Let G(V,E) be an weighted, undirected, K-connected graph. Let N be subset of V. What is the best way to find the smallest connected subgraph G'(V',E') of G(V,E) such that N is a subset of V' and induced subgraph G(V',E') is (K-1)-vertex connected?
The vertex-connectivity of an input graph G can be computed in polynomial time in the following way consider all possible pairs (s, t) of nonadjacent nodes to disconnect, using Menger's theorem to justify that the minimal-size separator for (s, t) is the number of pairwise vertex-independent paths between them, encode the input by doubling each vertex as an edge to reduce to a computation of the number of pairwise edge-independent paths, and compute the maximum number of such paths by computing the maximum flow in the graph between s and t with capacity 1 to each edge, noting that a flow of k in this graph corresponds, by the integral flow theorem, to k pairwise edge-independent paths from s to t.
Already this procedure is practically slow.
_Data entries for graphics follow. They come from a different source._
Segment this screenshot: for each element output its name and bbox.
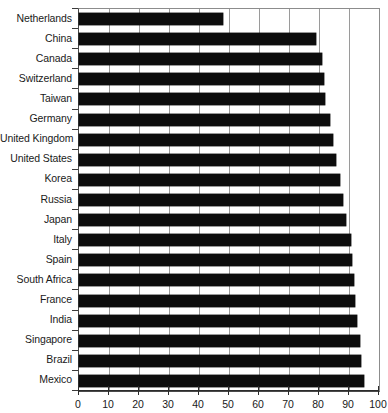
bar [79,73,324,85]
y-axis-tick [72,229,78,230]
category-label: Japan [0,214,72,225]
bar [79,13,223,25]
category-label: China [0,33,72,44]
bar [79,335,360,347]
bar [79,375,364,387]
category-label: Taiwan [0,93,72,104]
y-axis-tick [72,149,78,150]
x-axis-tick-label: 100 [358,398,388,410]
bar [79,254,352,266]
category-label: United Kingdom [0,133,72,144]
category-label: Netherlands [0,13,72,24]
bar [79,53,322,65]
plot-area [78,8,380,392]
chart-title [110,0,330,2]
bar [79,93,325,105]
bar [79,355,361,367]
bar [79,33,316,45]
category-label: Spain [0,254,72,265]
y-axis-tick [72,8,78,9]
y-axis-tick [72,330,78,331]
y-axis-tick [72,289,78,290]
y-axis-tick [72,88,78,89]
category-label: Mexico [0,374,72,385]
x-axis-tick [108,386,109,395]
bar [79,134,333,146]
category-label: Switzerland [0,73,72,84]
bar [79,154,336,166]
bar [79,274,354,286]
y-axis-tick [72,189,78,190]
bar-series [79,9,379,391]
category-label: France [0,294,72,305]
bar [79,174,340,186]
x-axis-tick [258,386,259,395]
y-axis-tick [72,68,78,69]
y-axis-tick [72,109,78,110]
x-axis-tick [228,386,229,395]
y-axis-tick [72,129,78,130]
x-axis-tick [378,386,379,395]
x-axis: 0102030405060708090100 [78,390,379,412]
category-axis-labels: NetherlandsChinaCanadaSwitzerlandTaiwanG… [0,8,72,390]
y-axis-tick [72,370,78,371]
x-axis-tick [78,386,79,395]
category-label: Germany [0,113,72,124]
bar [79,194,343,206]
bar [79,315,357,327]
y-axis-tick [72,249,78,250]
x-axis-tick [318,386,319,395]
x-axis-tick [288,386,289,395]
y-axis-tick [72,28,78,29]
y-axis-tick [72,350,78,351]
category-label: India [0,314,72,325]
x-axis-tick [168,386,169,395]
category-label: South Africa [0,274,72,285]
bar-chart: NetherlandsChinaCanadaSwitzerlandTaiwanG… [0,0,388,413]
y-axis-tick [72,310,78,311]
bar [79,214,346,226]
y-axis-tick [72,48,78,49]
category-label: Russia [0,194,72,205]
bar [79,295,355,307]
x-axis-tick [348,386,349,395]
bar [79,234,351,246]
category-label: Korea [0,173,72,184]
y-axis-tick [72,390,78,391]
category-label: Canada [0,53,72,64]
y-axis-tick [72,209,78,210]
bar [79,114,330,126]
category-label: United States [0,153,72,164]
category-label: Singapore [0,334,72,345]
x-axis-tick [198,386,199,395]
category-label: Italy [0,234,72,245]
y-axis-tick [72,169,78,170]
x-axis-tick [138,386,139,395]
category-label: Brazil [0,354,72,365]
y-axis-tick [72,269,78,270]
Not to speak of an related optimization problem which might make the whole task hard. Anyway, i think that in your problem you don't need the weightedness of the edges, am i right?...
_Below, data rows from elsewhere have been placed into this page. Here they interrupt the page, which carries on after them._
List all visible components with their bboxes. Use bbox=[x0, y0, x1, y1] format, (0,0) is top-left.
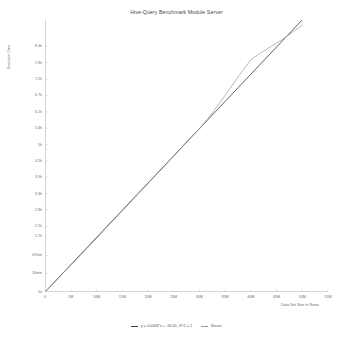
series-line-server bbox=[45, 25, 302, 292]
y-tick-label: 7.8h bbox=[18, 61, 42, 65]
y-tick-label: 0s bbox=[18, 290, 42, 294]
y-tick-label: 2.8h bbox=[18, 208, 42, 212]
x-axis-title: Data Set Size in Rows bbox=[255, 303, 345, 307]
legend-label-trendline: y = 0.0006*x + -94.61, R^2 = 1 bbox=[141, 324, 193, 328]
x-tick-label: 35M bbox=[212, 295, 238, 299]
legend-item-server[interactable]: Server bbox=[201, 324, 222, 328]
x-tick-label: 0 bbox=[32, 295, 58, 299]
y-tick-label: 5h bbox=[18, 143, 42, 147]
chart-title: Hive-Query Benchmark Module Server bbox=[0, 9, 353, 15]
y-axis-title: Execution Time bbox=[7, 32, 11, 82]
x-tick-label: 40M bbox=[238, 295, 264, 299]
x-tick-label: 10M bbox=[83, 295, 109, 299]
chart-legend: y = 0.0006*x + -94.61, R^2 = 1 Server bbox=[0, 324, 353, 328]
series-layer bbox=[45, 20, 302, 292]
y-tick-label: 5.6h bbox=[18, 126, 42, 130]
legend-swatch-trendline bbox=[131, 326, 138, 327]
x-tick-label: 20M bbox=[135, 295, 161, 299]
legend-item-trendline[interactable]: y = 0.0006*x + -94.61, R^2 = 1 bbox=[131, 324, 192, 328]
y-tick-label: 1.7h bbox=[18, 234, 42, 238]
x-tick-label: 25M bbox=[161, 295, 187, 299]
y-tick-label: 67min bbox=[18, 253, 42, 257]
legend-swatch-server bbox=[201, 326, 208, 327]
chart-container: Hive-Query Benchmark Module Server Execu… bbox=[0, 0, 353, 342]
y-tick-label: 4.5h bbox=[18, 159, 42, 163]
x-tick-label: 50M bbox=[289, 295, 315, 299]
x-tick-label: 55M bbox=[315, 295, 341, 299]
x-tick-label: 5M bbox=[58, 295, 84, 299]
y-tick-label: 34min bbox=[18, 271, 42, 275]
y-tick-label: 8.3h bbox=[18, 44, 42, 48]
plot-area bbox=[45, 20, 328, 292]
y-tick-label: 3.3h bbox=[18, 192, 42, 196]
plot-svg bbox=[45, 20, 328, 292]
x-tick-label: 15M bbox=[109, 295, 135, 299]
x-tick-label: 30M bbox=[186, 295, 212, 299]
x-tick-label: 45M bbox=[264, 295, 290, 299]
legend-label-server: Server bbox=[211, 324, 222, 328]
y-tick-label: 3.9h bbox=[18, 175, 42, 179]
y-tick-label: 2.2h bbox=[18, 224, 42, 228]
y-tick-label: 6.7h bbox=[18, 93, 42, 97]
y-tick-label: 6.1h bbox=[18, 110, 42, 114]
y-tick-label: 7.2h bbox=[18, 77, 42, 81]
Thank you for reply. But my problem requires more alongwith checking the subgraph to be (K-1)-vertex connected. If the subgraph G(V',E') of graph G(V,E) is not (K-1)-vertex conncected then how to extend (by adding the edges and vertices from graph G(V,E)) G(V',E') to make (K-1)-vertex conncected ?
If you want to chose (or are given) N subset of V (as it seems to be), then it can also be that there is no V' superset of N and subset of V whose induced subgraph of G is k-1 connected. As i don't know your exact problem from where you started i will join Sudev Naduvath and append some links that will give you an overview about variations of the problem. As my idea first was that you could simply generate all possible choices of subsets V' of V and superset of N and test each for the degree of connectivity, this approach is obvious but maybe practically not feasible (how many different vertex sets would have to be tested. The last reference is already given by Sudev Navudath.